Re: call_function_many: fix list delete vs add race

From: Linus Torvalds
Date: Tue Feb 01 2011 - 00:47:40 EST


On Tue, Feb 1, 2011 at 2:45 PM, Paul E. McKenney
<paulmck@xxxxxxxxxxxxxxxxxx> wrote:
> On Tue, Feb 01, 2011 at 12:43:56PM +1000, Linus Torvalds wrote:
>>
>> That said, I do think that if your memory ordering is much weaker than
>> x86, you are going to see bugs that most testers don't see, and it
>> simply might not be worth it.
>
> IBM's CPUs do split the difference, with s390 having somewhat stronger
> ordering than x86, and with powerpc being rather weaker

I'm not talking about memory ordering as done by the cpu, but as done
by the spinlock operations. They can be arbitrarily strong, even if
the CPU architecture itself might be weakly ordered.

So what I suggest is that even if you have a CPU that can implement
acquire/release operations on the locks, you should at least think
about making a lock/unlock sequence be at least a full memory barrier,
simply because it is on x86.

And on at least alpha, with its famously weak memory ordering, you
actually have to do that, because the weak memory ordering of the
normal memory operations are coupled with rather bad memory ordering
primitives.

So on alpha, both LOCK and UNLOCK are full memory barriers
_individually_, not even paired. So despite being known for being
weakly ordered, alpha is actually the MOST STRONGLY ordered of all
when it comes to spinlock primitives, and doesn't have any notion at
all of "inside" vs "outside" the lock or anything like that. A
spinlock/unlock sequence contains TWO full memory barriers, not just
one.

So "weak memory ordering" in no way means "weak lock ordering". Quite
often it means the reverse. POWER, as you say, has weak memory
ordering on the actual memory ops (like alpha), but like alpha has
traditionally really quite crappy and bad synchronization primitives.

So don't confuse the two. When talking about spinlocks, don't confuse
the memory ordering for non-locked operations with the memory ordering
for the locks themselves. The two are totally independent, and often
weak ordering on the normal memory operations actually is associated
with just total idiotic crap on the synchronization primitives. Most
of them were designed when threading and locking wasn't seen as a big
issue, and before people understood that serialization is a big deal.

(You can tell how ia64 was designed later, for example, by looking at
its fancy serialization primitives.)

Quite frankly, the POWER case is made worse by the fact that the
synchronization primitives have this total confusion about "pipeline"
synchronization due to historical implementation oddities etc. Talk
about crazy. The whole "isync" vs "sync" vs "lwsync" thing is just an
embarrassment. But this is, after all, a company that ran out of
vowels in instruction naming, so I guess their misleading and confused
naming for memory ordering is just par for the course.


● Your task: The number of lines in the entries below holding the word "their" is all that is needed here.

:::::

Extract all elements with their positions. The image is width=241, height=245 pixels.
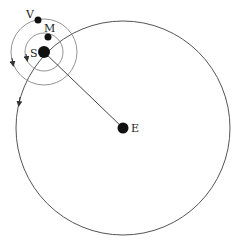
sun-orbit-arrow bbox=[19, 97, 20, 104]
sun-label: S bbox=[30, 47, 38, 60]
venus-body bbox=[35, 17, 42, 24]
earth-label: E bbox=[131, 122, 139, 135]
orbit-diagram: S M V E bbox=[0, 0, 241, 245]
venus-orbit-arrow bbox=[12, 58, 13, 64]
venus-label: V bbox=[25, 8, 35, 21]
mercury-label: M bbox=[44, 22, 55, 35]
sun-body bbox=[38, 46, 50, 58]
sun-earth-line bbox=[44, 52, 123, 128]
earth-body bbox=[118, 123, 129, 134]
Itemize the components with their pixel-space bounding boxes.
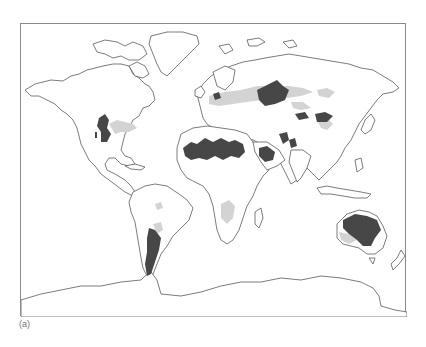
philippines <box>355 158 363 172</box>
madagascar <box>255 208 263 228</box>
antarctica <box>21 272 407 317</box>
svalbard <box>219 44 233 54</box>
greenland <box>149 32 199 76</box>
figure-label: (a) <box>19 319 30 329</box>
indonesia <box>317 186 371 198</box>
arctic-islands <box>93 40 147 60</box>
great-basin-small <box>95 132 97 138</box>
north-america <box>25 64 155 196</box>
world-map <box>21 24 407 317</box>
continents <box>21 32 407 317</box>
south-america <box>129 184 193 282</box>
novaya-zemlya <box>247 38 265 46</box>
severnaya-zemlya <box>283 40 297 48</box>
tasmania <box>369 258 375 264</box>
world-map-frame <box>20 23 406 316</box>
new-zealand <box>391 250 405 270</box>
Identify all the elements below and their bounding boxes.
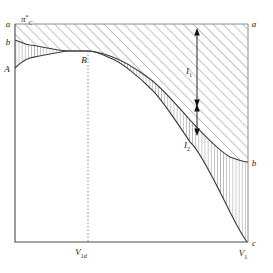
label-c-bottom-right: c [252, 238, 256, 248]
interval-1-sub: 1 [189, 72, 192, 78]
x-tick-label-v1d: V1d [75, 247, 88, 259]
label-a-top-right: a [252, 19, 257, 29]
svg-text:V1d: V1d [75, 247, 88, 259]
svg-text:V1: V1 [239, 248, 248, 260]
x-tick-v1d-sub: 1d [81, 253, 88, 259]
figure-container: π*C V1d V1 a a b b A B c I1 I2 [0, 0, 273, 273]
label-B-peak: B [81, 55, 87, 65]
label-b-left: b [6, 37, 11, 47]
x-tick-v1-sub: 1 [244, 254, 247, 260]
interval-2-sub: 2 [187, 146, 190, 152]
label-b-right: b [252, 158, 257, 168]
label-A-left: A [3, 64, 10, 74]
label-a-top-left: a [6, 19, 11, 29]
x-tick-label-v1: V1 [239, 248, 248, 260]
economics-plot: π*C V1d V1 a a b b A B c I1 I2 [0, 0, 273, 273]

:::::

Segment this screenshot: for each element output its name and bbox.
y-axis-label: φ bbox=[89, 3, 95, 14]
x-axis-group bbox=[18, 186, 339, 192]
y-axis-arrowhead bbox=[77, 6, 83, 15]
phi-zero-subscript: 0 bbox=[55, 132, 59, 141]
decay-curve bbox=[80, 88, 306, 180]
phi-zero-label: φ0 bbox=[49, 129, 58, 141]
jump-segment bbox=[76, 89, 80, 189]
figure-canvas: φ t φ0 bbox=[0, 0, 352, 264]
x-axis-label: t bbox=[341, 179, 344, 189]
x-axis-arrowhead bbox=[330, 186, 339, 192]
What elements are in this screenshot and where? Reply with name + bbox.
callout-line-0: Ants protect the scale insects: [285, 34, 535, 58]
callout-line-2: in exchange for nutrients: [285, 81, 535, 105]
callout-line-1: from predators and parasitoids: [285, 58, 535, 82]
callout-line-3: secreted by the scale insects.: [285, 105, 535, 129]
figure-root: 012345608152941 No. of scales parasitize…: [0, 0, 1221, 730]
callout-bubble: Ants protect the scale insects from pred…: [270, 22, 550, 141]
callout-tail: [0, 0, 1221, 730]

:::::

● Response: 3